If parents get harried when buying their children’s school supplies, imagine the stress for the people who sell them.
Educational Aids, based in Schaumburg, has spent the last six weeks, 12 or more hours a day, filling the orders of parents and teachers across the country racing against a looming deadline: the first day of school.
Now, Jack and Judy Cerman, owners of Educational Aids and the Learning Post retail stores, cast weary eyes over their Schaumburg warehouse, where colorful products spill from 10-foot-tall shelves.
There are compasses and pencils, flash cards and posters, alphabet trains and sunflower growth charts.
There are workbooks that give tips on cursive writing and others that show how to make art out of garbage.
Educational Aids booms from July to September, and business at the warehouse dips to a trickle the rest of the school year.
After 20 years in the northwest suburbs, the company is one of the oldest classroom suppliers in Illinois.
The ups and downs of school enrollment have for the last few years remained on the up, landing Educational Aids in a growth market that industry experts say will only get better.
The classroom-supply business is a good one in the northwest suburbs, where mobile classrooms are springing up to accommodate an overflow of pupils and administrators are considering opening shuttered schools. In 1997, many area districts saw record enrollment highs.
The trend is borne out in the rest of the country, and education-supply industry experts expect it to continue for the next few years.
The $6 billion-a-year education-materials market has seen some of its best times during the last several years of a booming economy, said Adrienne Watts, spokeswoman for the Silver Springs, Md.-based National School Supply and Equipment Association.
Membership in the group has doubled to 1,500 members in the past decade, she said. About 3,000 school-supply distributors and retail stores exist nationwide.
Parents are the main engine in the industry’s growth, Watts said.
“Parents are a lot more involved in education, making sure a child is successful and getting whatever materials they need to help the child succeed,” Watts said.
“Flash cards and workbooks used to be geared to teachers, but now they are made for parents or grandparents,” she added.
The Cermans, both former teachers in Wheeling District 21, began Educational Aids in 1976 by opening up a Learning Post store in Buffalo Grove. At the time, only two other stores, in Chicago and Skokie, carried teacher supplies.
“It was our entrepreneurial spirit,” said Judy Cerman. “We were young, we had no worries and we never thought of the future. Now, 22 years later, it’s still a wonderful business.”
With three Learning Post stores, Educational Aids is considered a midsized supply company, Watts said. Most such stores, about 50 nationwide, are independent startups by former teachers.
Thousands of Educational Aids’ catalogs are shipped nationwide several times a year.
But time has shown that catalog sales are no longer the bread-and-butter of the business.
About 60 percent of the Cermans’ sales come from the Learning Post stores, which in the past decade have been joined by dozens of other teaching-supply stores in Illinois.
In the industry’s infancy, catalog were the backbone of the business as school districts ordered in bulk and distributed supplies to individual schools.
Now, principals and teachers often make the key purchasing decisions that were once reserved for district administrators.
This site-based management system has given teachers the opportunity to choose classroom supplies and teaching materials according to their own interests and tastes.
Teachers who buy supplies often do so out of pocket, to be reimbursed later by the school.
“Teachers are cautious spenders,” said Jack Cerman. “They expect to walk out of a teacher store with a wheelbarrow full of stuff for $20.”
Cerman said that a decorative bulletin board set cost $3.95 in the 1970s and would sell for $6.95 today.
At an education-supply convention earlier this year, a new series of workbooks were introduced that are $4 to $10 cheaper than what had been available.
They are now flying off the shelves at the Learning Post and in teacher stores across the country, according to the NSSEA.
Educational Aids makes up for the inexpensive nature of its products by sheer bulk. On average, it sells 75,000 pencils during a two-month season.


• **Work required**:
Starting at the line that contains "Spot 'clothing' in the image.", write out every line through the end of the records exactly as it stands, and leave out all pictures.

┌──

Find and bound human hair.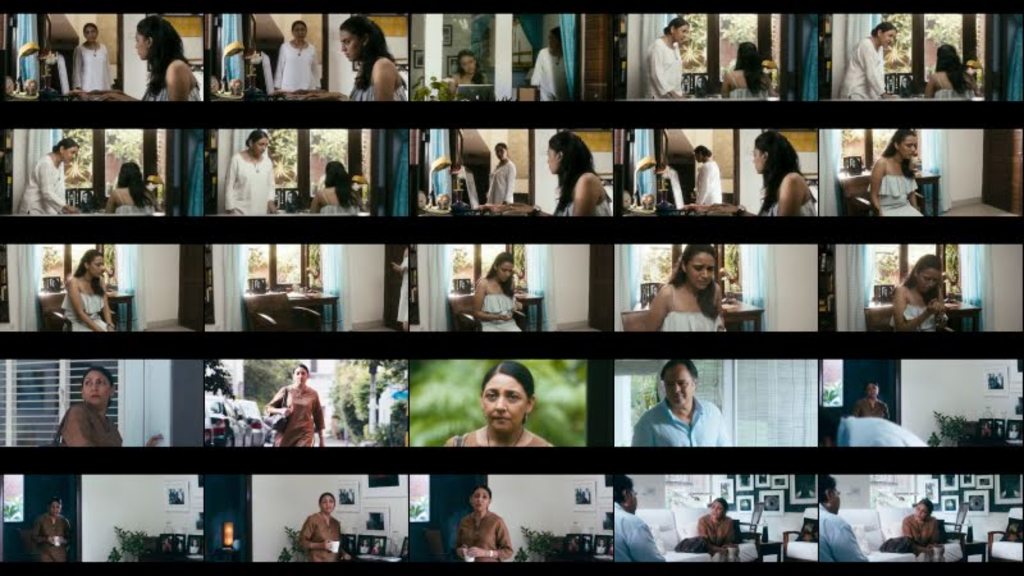
Bound: left=814, top=474, right=838, bottom=508.
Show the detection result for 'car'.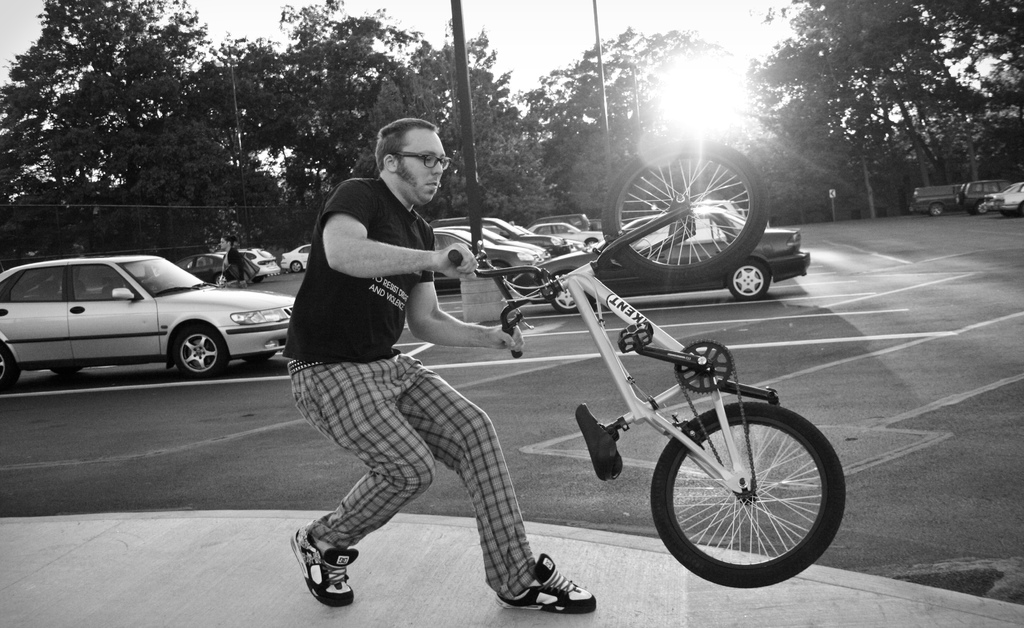
BBox(986, 182, 1023, 219).
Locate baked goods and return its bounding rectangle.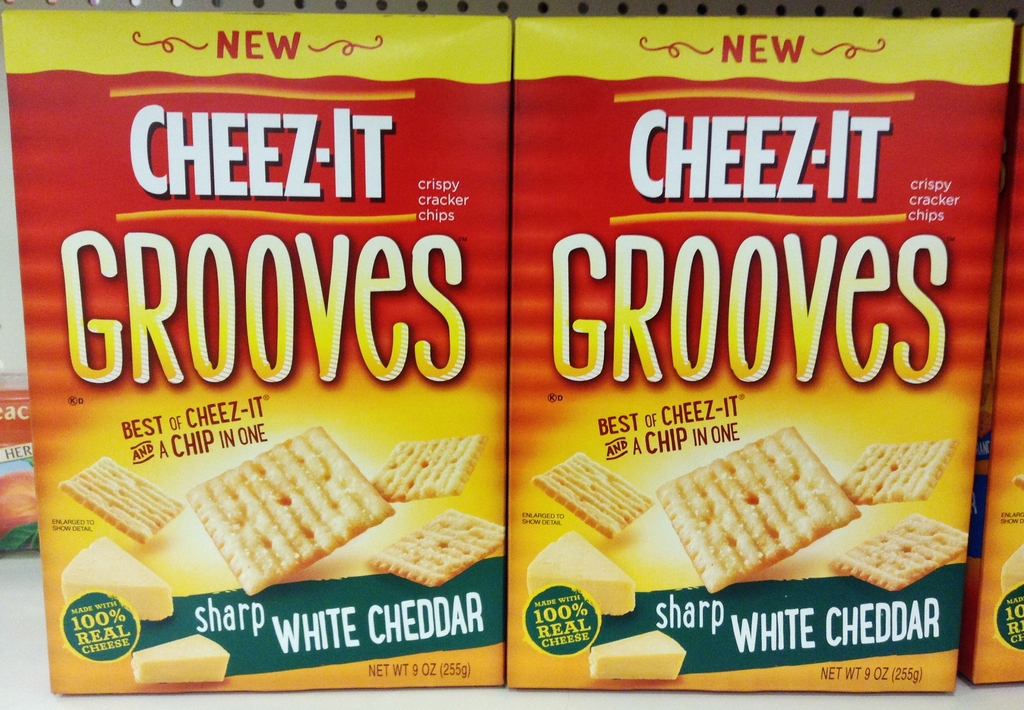
Rect(656, 425, 860, 593).
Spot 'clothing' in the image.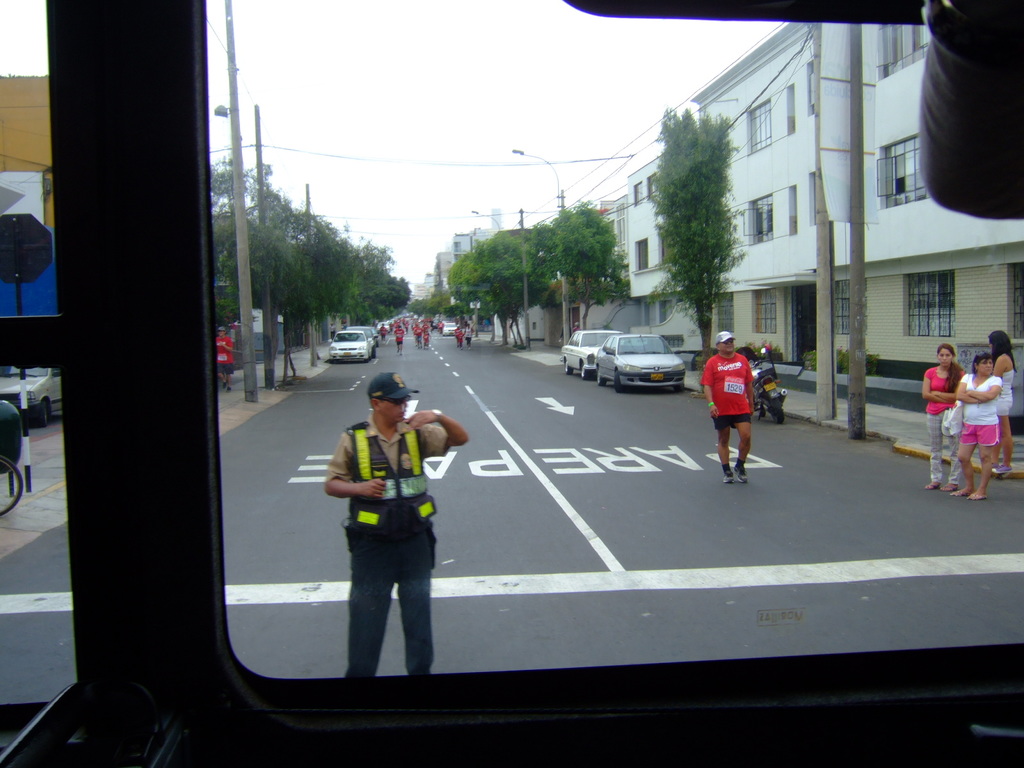
'clothing' found at Rect(319, 387, 446, 675).
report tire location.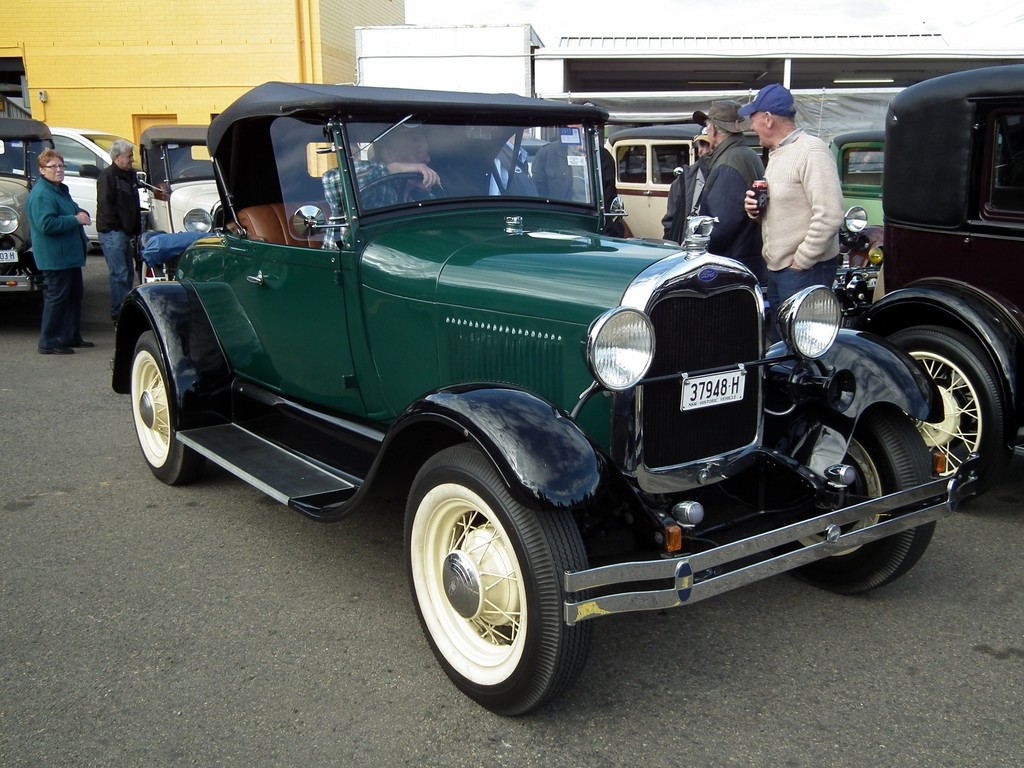
Report: {"x1": 881, "y1": 318, "x2": 1012, "y2": 497}.
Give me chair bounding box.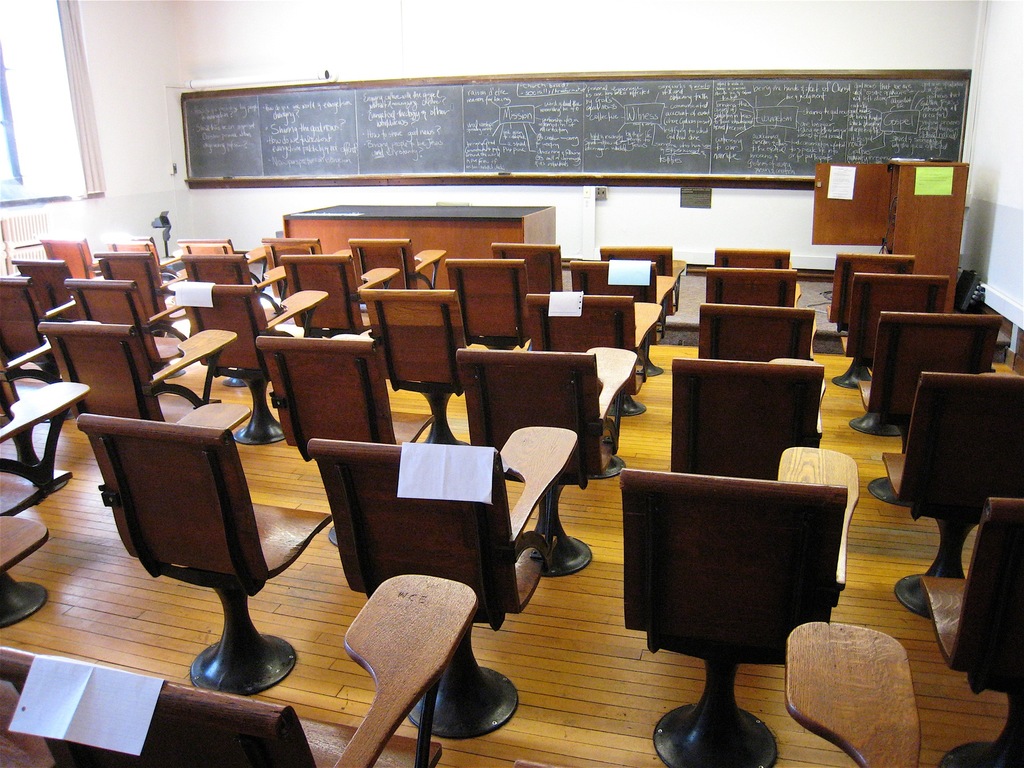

└──

• **Solution for this task**:
Spot 'clothing' in the image.
'clothing' found at Rect(319, 387, 446, 675).
report tire location.
Report: {"x1": 881, "y1": 318, "x2": 1012, "y2": 497}.
Give me chair bounding box.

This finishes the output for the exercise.